Prime Minister Malcolm Turnbull made the amendment to the ministerial code of conduct and announced it at an extraordinary press conference in Canberra. ABC News reports that public dressing down saw him attack his own deputy Barnaby Joyce over the “terrible hurt and humiliation” he caused to his wife and four children by the affair.

“Barnaby made a shocking error of judgment in having an affair with a young woman working in his office,” Mr. Turnbull said. “In doing so, he has set off a world of woe for those women and appalled all of us.

“Our hearts go out to them. It has been a dreadful thing for them to go through in the glare of publicity.”

For his part, Mr. Joyce is taking time off to spend more time with his family and pregnant partner after the intense public focus that followed the initial revelations by the Sydney Daily Telegraph newspaper.

Mr. Joyce is best known internationally for his threat in 2015 to kill Pistol and Boo, the pet dogs of Jonny Depp and Amber Heard, after the pair smuggled the pets into Australia. The pair appeared at court, where Heard faced charges, and eventually apologised.

“I think he needs that time, he needs that time to reflect, he needs that time to seek forgiveness and understanding from his wife and girls,” Mr. Turnbull said, before adding. “He needs to make a new home for his partner and their baby that is coming in April.”

The rewritten Australian parliamentary code of ministerial standards has come into immediate effect, with Mr. Turnbull saying he did not care if ministers were married or single, they must not have sexual relations with each other or their staffers.

He told his ministers they needed to recognise that behaviour that was once tolerated is now seen as unacceptable.
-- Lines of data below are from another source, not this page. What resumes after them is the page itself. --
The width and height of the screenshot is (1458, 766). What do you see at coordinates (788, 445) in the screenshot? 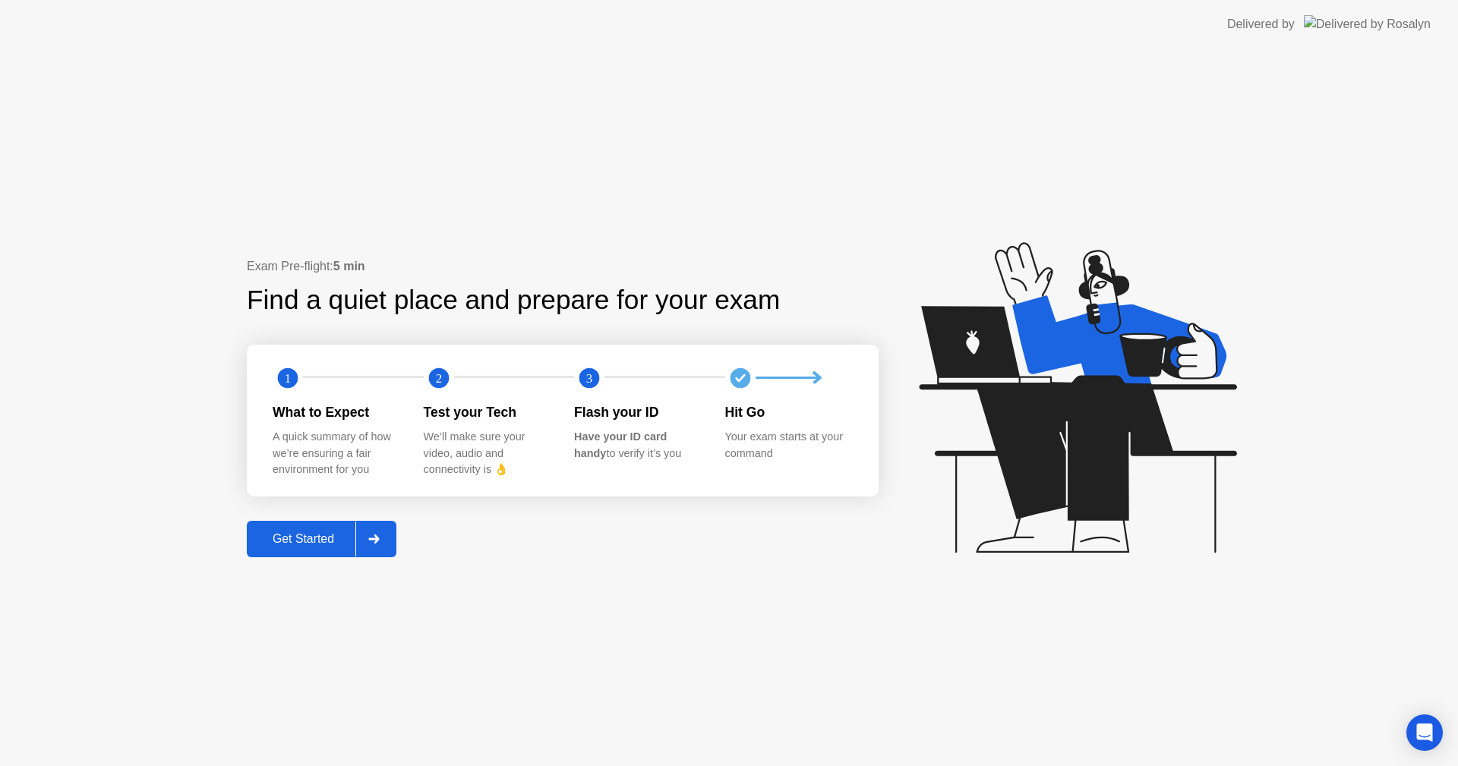
I see `div: Your exam starts at your command` at bounding box center [788, 445].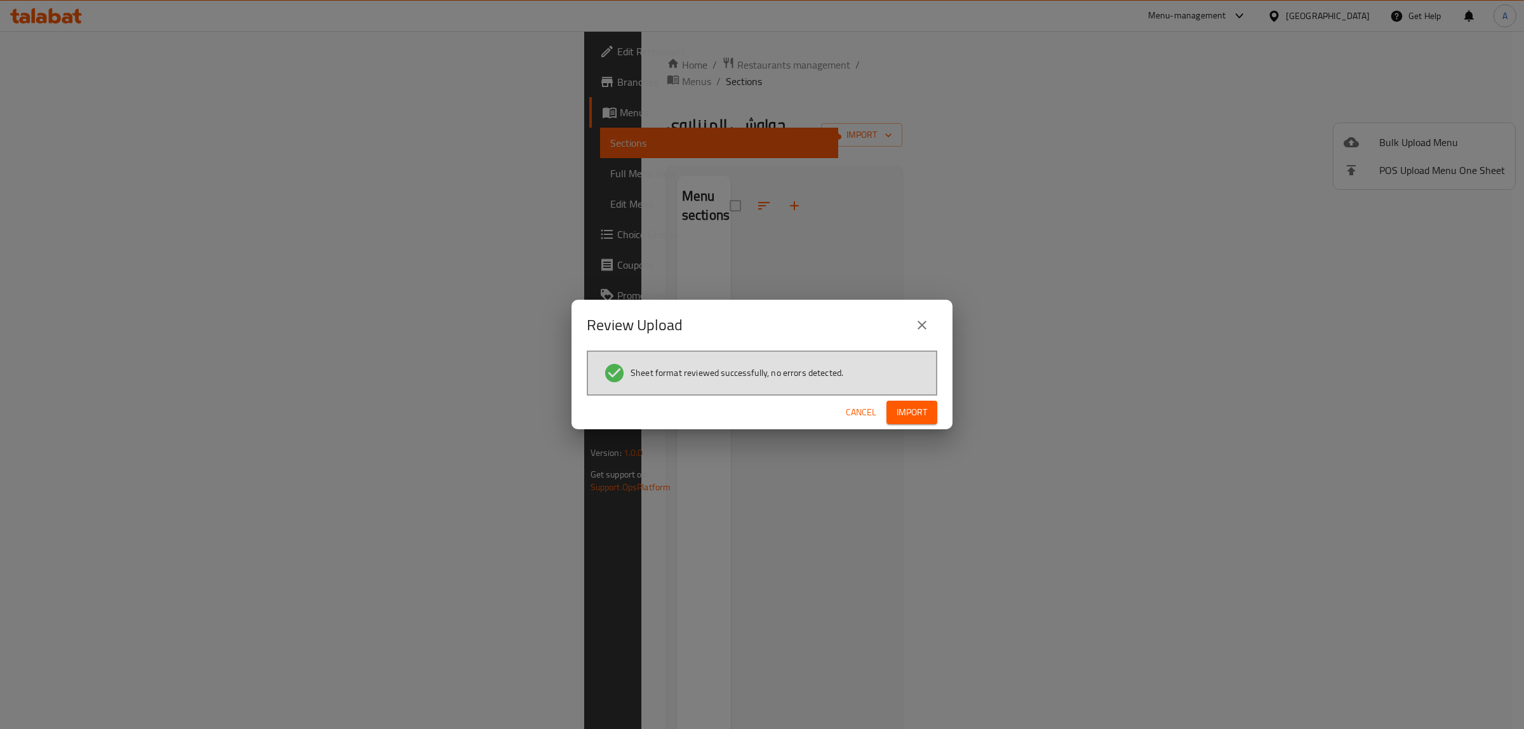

“Today, in 2018, it is not acceptable for a minister to have a sexual relationship with somebody who works for them, it is a very bad workplace practice and everybody knows that no good comes of it,” he said. “This is the standard that I will hold — from this day forth — all my ministers to.”

Mr. Turnbull said politicians had to accept giving up some privacy in order to maintain a higher standard of probity in the eyes of the public.

“We have to recognise that here in this place we have such important responsibilities and we don’t, in practical terms, have the privacy that many others do, we have to acknowledge that we must have a higher standard,” he said.